From: The New York Times
Born to Be Conned
The New York Times:
THERE’S an adage you hear most any time you mention con artists: You can’t cheat an honest man. It’s a comforting defense against vulnerability, but is it actually true?
No, as it turns out; honesty has precious little to do with it. Equally blameless is greed, at least in the traditional sense. What matters instead is greed of a different sort: a deep need to believe in a version of the world where everything really is for the best — at least when it comes to us.
Robin Lloyd wasn’t looking to get rich. She was just a poor college student who thought she’d finally caught a break. It was 1982, and Ms. Lloyd was making her first trip to New York City. On Day 1 she fell for what, to a hardened New Yorker, would seem impossible: a game of three-card monte. On a Broadway sidewalk, a loud man behind a cardboard box was doing something at lightning speed with three playing cards, telling the crowd to “follow the lady.” Guess where she went correctly, and you could easily double your cash.
…
Delroy L. Paulhus, a psychologist at the University of British Columbia who specializes in what have come to be known as the dark triad traits (narcissism, Machiavellianism and psychopathy), suggests that “Machiavellian” is a better descriptor for what con artists do than “psychopath.”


Work to complete >> For this exercise, repeat the whole listing below exactly. Leave the pictures out.

Supplied material >>

• • • •

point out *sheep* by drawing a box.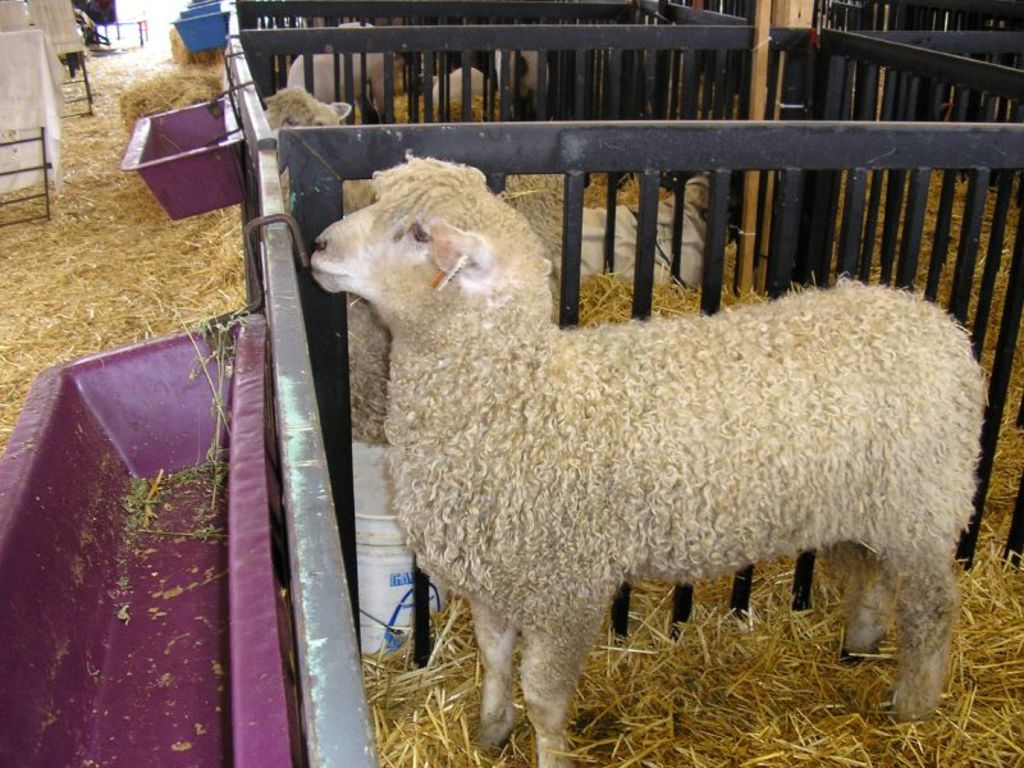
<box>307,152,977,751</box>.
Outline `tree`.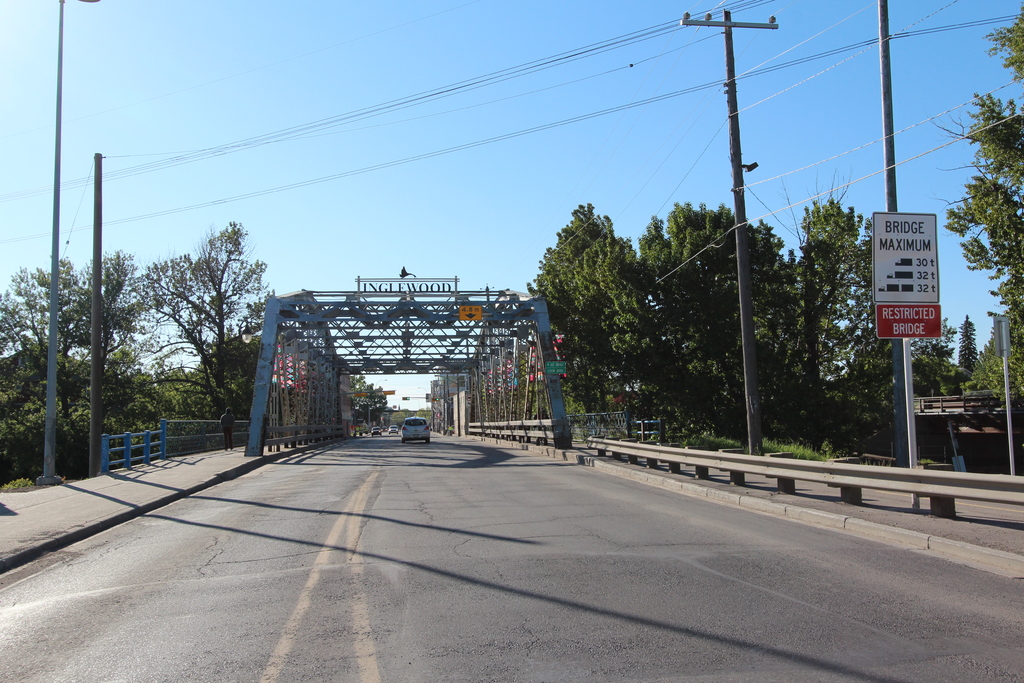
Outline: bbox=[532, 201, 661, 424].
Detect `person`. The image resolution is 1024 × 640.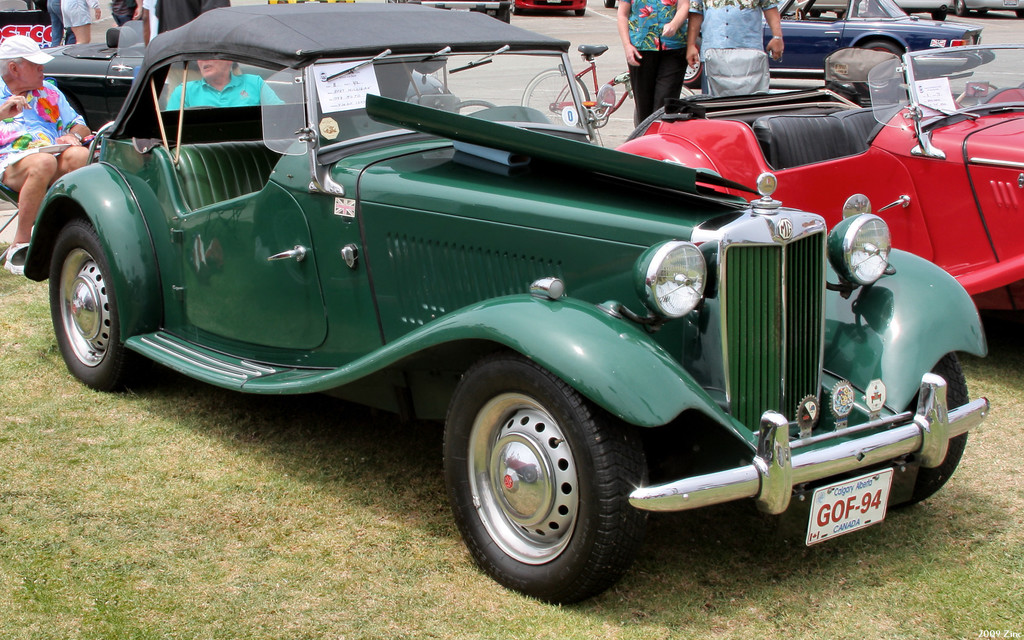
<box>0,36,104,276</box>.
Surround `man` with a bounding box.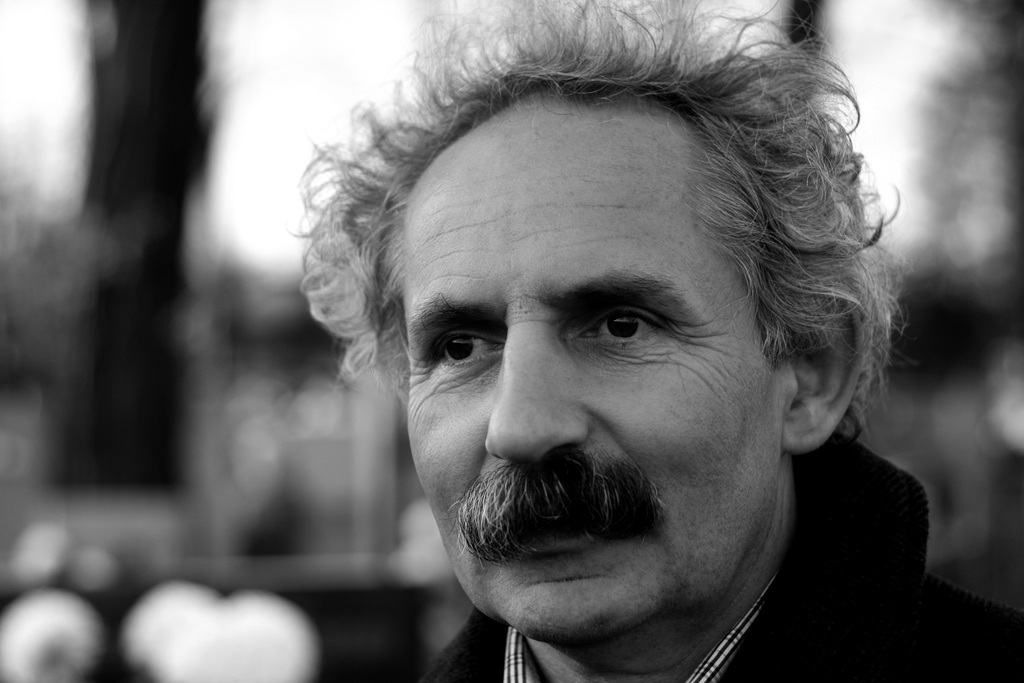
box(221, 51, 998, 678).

• • • •

Result of this exercise >>
point out *sheep* by drawing a box.
<box>307,152,977,751</box>.
Outline `tree`.
Outline: bbox=[532, 201, 661, 424].
Detect `person`. The image resolution is 1024 × 640.
<box>0,36,104,276</box>.
Surround `man` with a bounding box.
box(221, 51, 998, 678).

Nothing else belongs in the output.